Thursday, August 22, 2013

New Friends: ClineShaleSite.com

Ok, big news: I've decided to share some of my writing with friends at ClineShaleSite.com

After talking with them and learning that we share a common excitement and long-term bullishness for the Cline, the decision to contribute to their site was an easy one.  You can click over and see my first post for them here; or, since it is slightly abbreviated there, I'll post the unabbreviated version below.



Barnhart is a small unincorporated town with a population less than 200 that sits about an hour’s drive south-west of San Angelo.  However, this is not your typical, sleepy, rural Texas town.  Every day the town’s streets swell with traffic as workers from other communities converge on Barnhart to make use of the South Orient Railroad, which connects the Permian Basin to Houston.  Sand and other oilfield materials go in to Barnhart; oil goes out to Houston.  With the development of the nearby Cline and Wolfcamp formations, this tiny town has become a very valuable outpost.

However, Barnhart has also become the source of much controversy since it was reported back in June that the town’s lone water well had run dry.  Since then, several publications (The Guardian, The Houston Chronicle, and The Daily Kos) have opined that fracking has consumed all of the town’s water leaving the residents and livestock there thirsty.

Currently, Texas is in its 3rd year of a drought that began in 2011, a year which has been labeled one of (if not) the worst year(s) for rainfall in recorded history for the state.  The last two years have been a poor reprieve from that time.  Today, Texas lake water levels average 66% of capacity, and groundwater depletion is a growing concern.

Is fracking to blame for the Barnhart well running dry?  To answer this in the affirmative, like the above mentioned publications, is to give in to pure speculation and ignore the myriad of factors that weigh on this issue.  It’s easy to blame and demagogue the highly visible semi-trucks hauling tank-full after tank-full of water.  It’s more difficult to point the finger at the ranchers and farmers who often account for 3 to 20 times the water used for fracking in the communities around oil rich formations.  The author of the Guardian article points out that in nearby Crocket County fracking consumes 25% of all water used, but she fails to note that there are less than 3700 people living in that mostly infertile area.  All of the authors seem intent on fear mongering by pointing to Barnhart as evidence that the oil industry is going to run our entire country out of water, but in Texas - the number one state for oil and gas production by far – fracking has never accounted for more than 1% of annual statewide water use.

The real issue to be highlighted in Barnhart is the necessity for smart leadership and coordinated efforts among parties with an interest in maintaining the value of a common resource – that resource being the town, its people, infrastructure, and also its groundwater.  It would behoove the people of Barnhart to incorporate their town, elect leaders, extract tax revenue, and begin the coordinated dance with the oil companies that other Texas municipalities have learned to embrace.    

Today Barnhart is not without water.  Five days after the well went dry local crews were able to bring an old railway water well back into production to meet the community’s needs, but it’s just a temporary fix to their water issue.  In the long-term nothing short of breaking out of this awful Texas drought will sustain the efforts in the Permian.  My suggestion to those concerned is to do as the salty old Texans who have survived through thick and thin do – pray for rain.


__What the exercise asks__:
Locate the word "voltage" in the entries below, then gather every line that holds it.
= = = =
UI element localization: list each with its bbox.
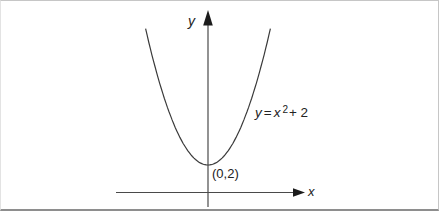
equation-base: x <box>274 105 281 120</box>
x-axis-label: x <box>308 185 315 199</box>
vertex-label: (0,2) <box>212 167 239 181</box>
curve-equation-label: y=x2+ 2 <box>255 106 310 120</box>
equation-lhs: y <box>255 105 262 120</box>
x-axis-arrowhead-icon <box>293 188 305 197</box>
equation-equals: = <box>264 105 272 120</box>
equation-exponent: 2 <box>282 104 288 115</box>
figure-frame: y x y=x2+ 2 (0,2) <box>0 0 439 211</box>
y-axis-arrowhead-icon <box>203 10 213 26</box>
equation-tail: + 2 <box>289 105 308 120</box>
y-axis-label: y <box>188 14 195 28</box>
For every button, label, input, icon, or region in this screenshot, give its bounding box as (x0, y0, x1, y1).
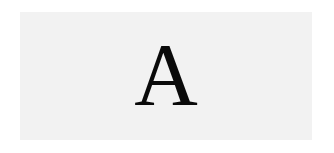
letter-glyph: A (20, 12, 312, 140)
letter-card: A (20, 12, 312, 140)
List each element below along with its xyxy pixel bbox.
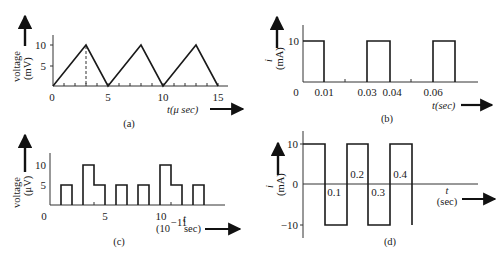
- y-tick-10: 10: [287, 138, 299, 150]
- x-tick-5: 5: [102, 210, 108, 222]
- x-axis-label: t: [446, 185, 450, 196]
- pulse-3: [433, 41, 455, 82]
- y-axis-label: voltage: [11, 177, 22, 208]
- caption-d: (d): [384, 236, 397, 248]
- pulse-1: [303, 41, 324, 82]
- pulse-4: [138, 185, 149, 205]
- x-tick-0.06: 0.06: [423, 86, 443, 98]
- x-tick-10: 10: [156, 210, 168, 222]
- caption-c: (c): [113, 236, 125, 248]
- y-axis-label: i: [264, 185, 275, 188]
- y-tick-10: 10: [35, 159, 47, 171]
- pulse-6: [193, 185, 204, 205]
- panel-d: i (mA) 10 0 −10 0.1 0.2 0.3 0.4 t (sec) …: [264, 131, 495, 248]
- pulse-1: [61, 185, 72, 205]
- x-tick-15: 15: [213, 91, 225, 103]
- x-tick-0: 0: [49, 91, 55, 103]
- pulse-3: [116, 185, 127, 205]
- x-tick-0.01: 0.01: [314, 86, 333, 98]
- x-axis-label: t(μ sec): [167, 104, 199, 116]
- x-tick-0.04: 0.04: [382, 86, 402, 98]
- figure: voltage (mV) 10 5 0 5 10 15 t(μ sec): [0, 0, 503, 256]
- y-axis-unit: (mA): [274, 47, 286, 70]
- x-tick-0.1: 0.1: [327, 186, 341, 198]
- caption-a: (a): [123, 118, 135, 130]
- y-tick-neg10: −10: [281, 219, 299, 231]
- x-axis-unit: (sec): [437, 196, 458, 208]
- x-tick-0.2: 0.2: [350, 168, 364, 180]
- x-tick-0.3: 0.3: [371, 186, 385, 198]
- panel-a: voltage (mV) 10 5 0 5 10 15 t(μ sec): [11, 16, 243, 130]
- x-tick-0.03: 0.03: [357, 86, 377, 98]
- y-axis-unit: (mV): [22, 57, 34, 80]
- y-axis-unit: (mA): [275, 173, 287, 196]
- y-axis-label: voltage: [11, 51, 22, 82]
- x-tick-0.4: 0.4: [393, 168, 407, 180]
- y-tick-10: 10: [288, 35, 300, 47]
- panel-c: voltage (μV) 10 5 0 5 10 t (10 −11 sec) …: [11, 135, 240, 248]
- y-tick-0: 0: [293, 178, 299, 190]
- triangle-wave: [53, 45, 218, 86]
- pulse-5: [160, 165, 182, 205]
- x-axis-label: t(sec): [432, 100, 456, 112]
- y-axis-label: i: [263, 59, 274, 62]
- x-axis-unit-suffix: sec): [184, 223, 201, 235]
- y-axis-unit: (μV): [22, 175, 34, 196]
- caption-b: (b): [381, 113, 394, 125]
- pulse-2: [367, 41, 390, 82]
- y-tick-5: 5: [41, 179, 47, 191]
- x-tick-0: 0: [41, 210, 47, 222]
- y-tick-10: 10: [35, 39, 47, 51]
- x-tick-10: 10: [158, 91, 170, 103]
- x-tick-0: 0: [293, 86, 299, 98]
- x-axis-unit-prefix: (10: [156, 223, 170, 235]
- panel-b: i (mA) 10 0 0.01 0.03 0.04 0.06 t(sec) (…: [263, 17, 492, 125]
- y-tick-5: 5: [41, 60, 47, 72]
- x-tick-5: 5: [105, 91, 111, 103]
- pulse-2: [83, 165, 105, 205]
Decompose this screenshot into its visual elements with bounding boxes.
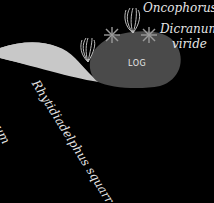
- moss-tuft-icon: [125, 8, 140, 33]
- label-viride: viride: [172, 38, 207, 50]
- moss-log-diagram: LOG Oncophorus Dicranum viride Rhytidiad…: [0, 0, 214, 203]
- star-moss-icon: [141, 27, 157, 43]
- label-oncophorus: Oncophorus: [143, 2, 214, 14]
- slope-shape-lower: [0, 42, 100, 82]
- label-dicranum: Dicranum: [160, 23, 214, 35]
- star-moss-icon: [104, 27, 120, 43]
- log-label: LOG: [128, 60, 146, 68]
= = = =
__Output for this exercise__:
- y-axis-label: voltage: [11, 177, 22, 208]
- figure: voltage (mV) 10 5 0 5 10 15 t(μ sec): [0, 0, 503, 256]
- panel-a: voltage (mV) 10 5 0 5 10 15 t(μ sec): [11, 16, 243, 130]
- y-axis-label: voltage: [11, 51, 22, 82]
- panel-c: voltage (μV) 10 5 0 5 10 t (10 −11 sec) …: [11, 135, 240, 248]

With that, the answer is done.